Editor's note: this was written on Monday the 14th and posted in the evening of the 15th, and ordinarily I would've changed all the tenses, but the day began at 5:40 AM and is now ending at 11 PM and it's just too much bother, so here is the unfinished product. My sincerest apologia.
Well, I wanted something fresh to write about, and I got it!
Here’s the latest news from Lake Woebegone: as of today, Summit 5 is
transitioning out of Community Relations and working exclusively as Voluntary
Agency Liaisons. We’ll always be CR at heart, but for the foreseeable
future—since the role of CR diminishes every day in an ongoing recovery
process, as it is supposed to—we will be working with the VAL side of FEMA. My
team is so FEMA flexible that we could probably stand on our heads and spell
out FEMA with our legs, but changing our position is a new thing even for us.
So what does that entail? As the name might indicate, it’s
our job to bring together all the voluntary agencies—faith-based organizations,
charities of all stripes, local and larger nonprofits, schools and so
forth—people who are willing to donate their time and money towards rebuilding
a community, and help organize them into a larger structure that will outlast
FEMA’s stay in any particular area. It’s really just a smaller-scale version of
what the FEMA role is supposed to be in any given disaster; our job is supposed
to be to organize all efforts—local,
state, nonprofit, charity, regular folks and what have you—into as efficient a
process as possible. And hopefully after FEMA leaves town, as it inevitably
must, we’ll leave a process in place whereby different organizations devoted to
different sub-tasks (mucking and gutting houses, putting insulation into homes,
hauling junk away, etc.) work together to help survivors in as harmonious a way
as possible. I guess it’s a credit to the human race that so many people show
up at the site of a disaster and try to help in whatever way they can, and it’s
characteristic of said race that people trip over each other on the way to help
those in need. Our job is to make it run smoothly.
That’s the ideal, of course. We have yet to see how it works
in practice; today was devoted to sitting in meanings and learning about FEMA’s
new neighborhood-centered approach in our area of Queens, mostly the Rockaways.
(Essentially, the idea is to figure out how communities are doing in
general—are most people back in their homes? Is the tax base back where it was?
Are stores doing as much business as they did pre-disaster?—and figure out,
hey, this place is where FEMA needs to send its people, while this place is
not.) Recovery is a hard thing to quantify, or so I thought anyway, but it’s
the job in this new initiative (which includes more than just VALs, by the way)
to do just that. Again, we shall see.
But it looks pretty good to start with. We’ve been armed
with plenty of phone numbers and people to call in the event of (insert x
specific situation here), and told that our job is to solve peoples’ problems
on the spot where possible, so that’s something. I’m still not clear on exactly
how much old-school door-to-door canvassing we’ll be doing, or if we’ll be
driving out to visit each nonprofit and enlist their aid, or how that’s going
to work. There’ll be much more to report soon enough, though; it’s only Monday,
and today was consumed by briefings of one sort or another. (News flash—one
FEMA Reservist lives in Vicksburg in his off time, about two hundred yards from
the Southern Region campus! Apparently, he used to travel around the country to
various paper mills as well, so he’s quite familiar with Wisconsin and much of
the Midwest as well.)
Until then, life on the Whitestone Expressway rolls on. Food
is bought and cooked and eaten, Physical Training is wrangled together (we’re
doing it in about eight minutes), games of Settlers of Catan are played (I was
inches away from beating Michael of Summit 4 the other day, but lost out to his
army of Knights and other dev-cards), little sleep is had and lots of
settling-in is being done. We’re not sure when days off will come; as per the
new policy, weekends are the best time to talk to people (since everyone is
bloody at home during the day) so our off time could be at any time during the
week. Further bulletins as events warrant.
2 comments:
Hmmm...could that typo have a deeper meaning? ("...sitting in meanings")I think most people who have to go to meetings don't find them particularly meaningful. But in your case, it is strangely apt. By the way, I am happy to be connected to your endeavors in any way, even so tenuously as to have your new acronym spell my name. You are my hero! -Aunt Val
Blaaargh. Sitting in *meetings*--I hate it when I typo. And also I can't do my new job without thinking about you at least once a day--thanks for reading by the way!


» **What the exercise asks**
Up to and including the final line, please copy every line exactly, starting from the one that contains "The image size is (1332, 609)." in the material below.

» **Data records**
^^^^^^^^^^^^^^^^

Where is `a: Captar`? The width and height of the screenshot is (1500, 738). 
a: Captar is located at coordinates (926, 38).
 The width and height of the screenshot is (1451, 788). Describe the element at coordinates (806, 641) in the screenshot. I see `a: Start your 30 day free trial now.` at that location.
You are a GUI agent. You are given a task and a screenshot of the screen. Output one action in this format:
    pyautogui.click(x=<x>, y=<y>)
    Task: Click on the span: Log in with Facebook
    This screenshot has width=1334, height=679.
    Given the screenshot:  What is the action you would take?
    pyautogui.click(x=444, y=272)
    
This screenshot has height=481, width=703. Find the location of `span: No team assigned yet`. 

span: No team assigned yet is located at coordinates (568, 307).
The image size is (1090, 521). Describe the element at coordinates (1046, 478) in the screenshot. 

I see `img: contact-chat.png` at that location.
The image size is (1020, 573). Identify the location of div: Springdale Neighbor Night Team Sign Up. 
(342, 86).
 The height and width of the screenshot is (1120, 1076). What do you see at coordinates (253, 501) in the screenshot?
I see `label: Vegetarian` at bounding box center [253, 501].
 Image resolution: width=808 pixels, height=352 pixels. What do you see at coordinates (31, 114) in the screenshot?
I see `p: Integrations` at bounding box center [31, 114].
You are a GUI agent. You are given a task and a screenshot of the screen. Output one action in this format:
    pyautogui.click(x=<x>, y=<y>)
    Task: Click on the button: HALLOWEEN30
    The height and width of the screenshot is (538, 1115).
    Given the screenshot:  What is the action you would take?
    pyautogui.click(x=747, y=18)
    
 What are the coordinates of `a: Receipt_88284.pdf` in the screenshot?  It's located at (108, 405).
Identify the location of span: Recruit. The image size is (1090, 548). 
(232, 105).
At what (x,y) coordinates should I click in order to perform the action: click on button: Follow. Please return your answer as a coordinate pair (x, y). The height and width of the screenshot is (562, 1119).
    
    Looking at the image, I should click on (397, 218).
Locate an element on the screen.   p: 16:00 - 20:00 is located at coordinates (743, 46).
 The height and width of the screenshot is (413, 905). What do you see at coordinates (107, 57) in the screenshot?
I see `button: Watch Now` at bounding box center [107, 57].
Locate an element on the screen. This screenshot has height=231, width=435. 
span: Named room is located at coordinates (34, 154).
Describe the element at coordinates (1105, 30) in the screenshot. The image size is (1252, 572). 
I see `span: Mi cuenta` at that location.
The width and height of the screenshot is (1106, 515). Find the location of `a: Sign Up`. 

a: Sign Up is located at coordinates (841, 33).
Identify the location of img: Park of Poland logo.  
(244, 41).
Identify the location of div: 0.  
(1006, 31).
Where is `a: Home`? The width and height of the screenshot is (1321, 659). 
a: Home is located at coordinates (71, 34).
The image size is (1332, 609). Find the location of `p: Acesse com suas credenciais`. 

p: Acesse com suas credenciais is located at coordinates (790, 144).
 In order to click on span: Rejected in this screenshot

^^^^^^^^^^^^^^^^

» **Reply to the task**
The image size is (1332, 609). Find the location of `p: Acesse com suas credenciais`. 

p: Acesse com suas credenciais is located at coordinates (790, 144).
 In order to click on span: Rejected in this screenshot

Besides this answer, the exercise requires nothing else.